What is Smallcase?
Smallcase is an investment platform (smallcase.com) that offers thematic portfolios of stocks and ETFs β curated and managed by SEBI-registered investment advisors or research analysts. Unlike mutual funds (which pool your money with others), smallcases hold actual shares and ETFs directly in YOUR demat account.
Examples of smallcase themes: "EV & New Energy," "Rural Revival," "Dividend Aristocrats," "All Weather Investing," "Top 100 Stocks," "Dividend Yield & Low Debt."
How Smallcase Works
- Browse smallcases on smallcase.com or through broker app (Zerodha Kite, Groww, etc.)
- Choose a smallcase β see its constituent stocks, rationale, past returns, and minimum investment
- Invest (minimum βΉ500ββΉ50,000 depending on smallcase)
- Shares of all constituent stocks are purchased in your demat account in the correct weights
- The manager rebalances periodically (monthly, quarterly) β you get rebalance notifications and can approve or decline
Smallcase vs Mutual Fund β Key Differences
- Ownership: Smallcase β you own actual shares.

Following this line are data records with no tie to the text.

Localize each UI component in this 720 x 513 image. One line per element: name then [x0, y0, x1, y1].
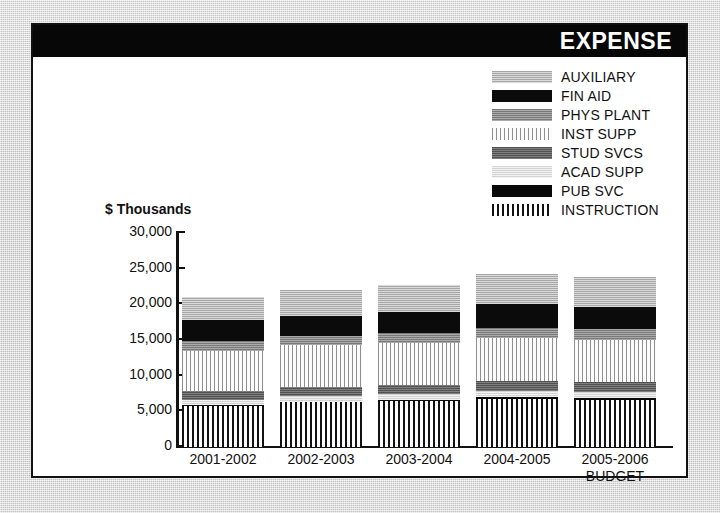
x-axis-label-main: 2001-2002	[190, 451, 257, 467]
x-axis-label-sub: BUDGET	[560, 468, 670, 485]
x-axis-label: 2004-2005	[462, 451, 572, 468]
bar-segment-phys-plant	[574, 329, 656, 340]
bar-segment-inst-supp	[476, 338, 558, 381]
bar-segment-phys-plant	[280, 336, 362, 345]
x-axis-label: 2003-2004	[364, 451, 474, 468]
bar-segment-fin-aid	[182, 320, 264, 341]
bar-segment-auxiliary	[574, 277, 656, 307]
x-axis-label-main: 2005-2006	[582, 451, 649, 467]
bar-segment-fin-aid	[280, 316, 362, 337]
chart-frame: EXPENSE AUXILIARYFIN AIDPHYS PLANTINST S…	[31, 23, 688, 478]
bar-segment-stud-svcs	[280, 387, 362, 396]
bar-segment-auxiliary	[280, 290, 362, 316]
bar-segment-inst-supp	[574, 340, 656, 382]
y-axis-tick-label: 15,000	[129, 330, 172, 346]
bar-segment-fin-aid	[476, 304, 558, 327]
bars-container	[182, 232, 673, 447]
bar-segment-stud-svcs	[476, 381, 558, 391]
y-axis-tick-label: 30,000	[129, 223, 172, 239]
bar-segment-phys-plant	[378, 333, 460, 343]
bar-segment-inst-supp	[182, 351, 264, 391]
y-axis-tick-label: 5,000	[137, 401, 172, 417]
bar-segment-phys-plant	[182, 341, 264, 351]
bar-segment-instruction	[280, 402, 362, 447]
bar-segment-fin-aid	[378, 312, 460, 333]
y-axis-tick-label: 10,000	[129, 366, 172, 382]
x-axis-label: 2001-2002	[168, 451, 278, 468]
plot-area: $ Thousands 30,00025,00020,00015,00010,0…	[33, 25, 686, 476]
bar-segment-fin-aid	[574, 307, 656, 329]
x-axis-label-main: 2004-2005	[484, 451, 551, 467]
bar-segment-stud-svcs	[182, 391, 264, 400]
bar-segment-auxiliary	[476, 274, 558, 304]
bar-segment-instruction	[476, 399, 558, 447]
bar-segment-inst-supp	[378, 343, 460, 385]
bar-segment-stud-svcs	[574, 382, 656, 392]
bar-segment-instruction	[574, 400, 656, 447]
bar-segment-inst-supp	[280, 345, 362, 387]
y-axis-tick-label: 20,000	[129, 294, 172, 310]
bar-2001-2002[interactable]	[182, 232, 264, 447]
y-axis-label: $ Thousands	[105, 201, 191, 217]
bar-segment-stud-svcs	[378, 385, 460, 394]
bar-segment-auxiliary	[182, 297, 264, 320]
bar-segment-instruction	[182, 406, 264, 447]
y-axis-tick-label: 25,000	[129, 259, 172, 275]
bar-2005-2006[interactable]	[574, 232, 656, 447]
x-axis-label-main: 2003-2004	[386, 451, 453, 467]
bar-2002-2003[interactable]	[280, 232, 362, 447]
bar-segment-instruction	[378, 401, 460, 447]
x-axis-label: 2005-2006BUDGET	[560, 451, 670, 485]
bar-2003-2004[interactable]	[378, 232, 460, 447]
x-axis-label-main: 2002-2003	[288, 451, 355, 467]
bar-segment-phys-plant	[476, 328, 558, 339]
x-axis-label: 2002-2003	[266, 451, 376, 468]
bar-2004-2005[interactable]	[476, 232, 558, 447]
bar-segment-auxiliary	[378, 285, 460, 312]
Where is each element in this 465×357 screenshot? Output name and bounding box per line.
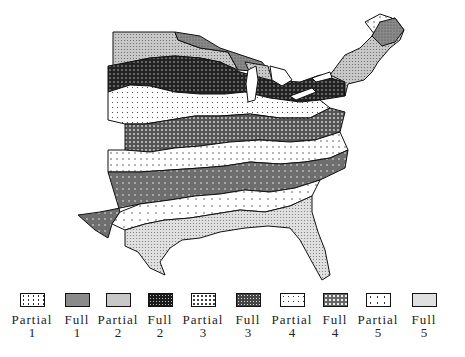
legend-swatch-partial-1 xyxy=(20,293,45,307)
legend-swatch-full-2 xyxy=(148,293,173,307)
legend-number: 5 xyxy=(355,326,401,340)
legend-swatch-partial-3 xyxy=(191,293,216,307)
legend-swatch-full-3 xyxy=(236,293,261,307)
legend-number: 1 xyxy=(9,326,55,340)
legend-item-full-5: Full 5 xyxy=(401,293,447,340)
legend-item-partial-2: Partial 2 xyxy=(95,293,141,340)
legend-swatch-full-4 xyxy=(323,293,348,307)
legend-number: 1 xyxy=(54,326,100,340)
zone-map xyxy=(0,0,465,285)
map-regions xyxy=(78,14,404,280)
legend: Partial 1 Full 1 Partial 2 Full 2 Partia… xyxy=(0,293,465,357)
legend-item-partial-1: Partial 1 xyxy=(9,293,55,340)
legend-number: 3 xyxy=(225,326,271,340)
legend-swatch-partial-5 xyxy=(366,293,391,307)
legend-item-partial-5: Partial 5 xyxy=(355,293,401,340)
legend-swatch-full-1 xyxy=(65,293,90,307)
legend-swatch-partial-4 xyxy=(280,293,305,307)
legend-number: 2 xyxy=(137,326,183,340)
legend-number: 4 xyxy=(312,326,358,340)
legend-item-full-3: Full 3 xyxy=(225,293,271,340)
legend-item-partial-3: Partial 3 xyxy=(180,293,226,340)
legend-swatch-full-5 xyxy=(412,293,437,307)
legend-number: 2 xyxy=(95,326,141,340)
legend-item-partial-4: Partial 4 xyxy=(269,293,315,340)
legend-item-full-1: Full 1 xyxy=(54,293,100,340)
legend-item-full-4: Full 4 xyxy=(312,293,358,340)
legend-item-full-2: Full 2 xyxy=(137,293,183,340)
legend-swatch-partial-2 xyxy=(106,293,131,307)
legend-number: 4 xyxy=(269,326,315,340)
legend-number: 5 xyxy=(401,326,447,340)
legend-number: 3 xyxy=(180,326,226,340)
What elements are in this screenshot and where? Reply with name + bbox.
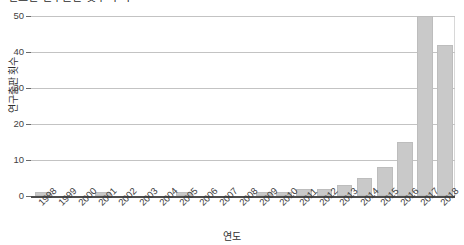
x-axis-title: 연도 <box>0 231 464 242</box>
bar <box>417 16 433 196</box>
y-axis-tick <box>26 160 31 161</box>
y-axis-tick-label: 0 <box>2 191 24 201</box>
chart-figure: 연도별 연구출판 횟수 추이 01020304050 연구출판 횟수 19981… <box>0 0 464 245</box>
y-axis-title: 연구출판 횟수 <box>9 40 19 130</box>
y-axis-tick-label: 10 <box>2 155 24 165</box>
bar <box>437 45 453 196</box>
y-axis-tick-label: 50 <box>2 11 24 21</box>
x-axis-tick-label-wrap: 2018 <box>425 198 464 212</box>
chart-title: 연도별 연구출판 횟수 추이 <box>8 0 248 4</box>
bars-group <box>33 16 455 196</box>
y-axis-tick <box>26 196 31 197</box>
y-axis-tick <box>26 124 31 125</box>
y-axis-tick <box>26 52 31 53</box>
x-axis-tick-labels: 1998199920002001200220032004200520062007… <box>33 198 455 230</box>
y-axis-tick <box>26 88 31 89</box>
chart-title-clipped-region: 연도별 연구출판 횟수 추이 <box>8 0 248 5</box>
y-axis-tick <box>26 16 31 17</box>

Mutual fund β you own fund units (fund owns the shares).
- Tax: Smallcase β each stock sale is a separate capital gains event (STCG/LTCG calculated stock-by-stock). Mutual fund β single capital gain on unit redemption.
- Transparency: Smallcase β you see exact stocks. MF β disclosures monthly with 1-month lag.
- Cost: Smallcase β subscription fee (βΉ99ββΉ999/month or βΉ500ββΉ2,500/quarter) + brokerage per trade during rebalance. Mutual fund β expense ratio (deducted from NAV daily, no direct payment).
- Flexibility: Smallcase β you can modify, add, or remove individual stocks. MF β no control over underlying stocks.
Types of Smallcases
- Passive/Index-based: Tracks Nifty 50, equal-weight Nifty, etc. Low cost.
- Factor-based: Quality, value, momentum, low volatility. Rules-based rebalancing.
- Thematic: EV, rural, defence, financialization of savings. Higher risk, concentrated.
- Managed by advisors: Run by SEBI-registered RAs or investment advisors. Requires subscription fee. Quality varies significantly.
Costs and What to Watch
- Subscription fees range from free (basic) to βΉ2,000+/quarter for premium smallcases
- Every rebalance triggers brokerage charges β frequent rebalancers are expensive
- Past returns advertised are backtested or point-to-point β not guaranteed
- SEBI requires smallcase managers to be registered investment advisors or research analysts β verify registration before investing
Is Smallcase Right for You?
Smallcase suits investors who: want stock-level ownership (not fund units), understand basic investing, can handle individual tax complexity at year-end, and want thematic exposure that mutual funds don't offer. For absolute beginners, a Nifty 50 index fund via SIP is simpler and cheaper than most smallcases.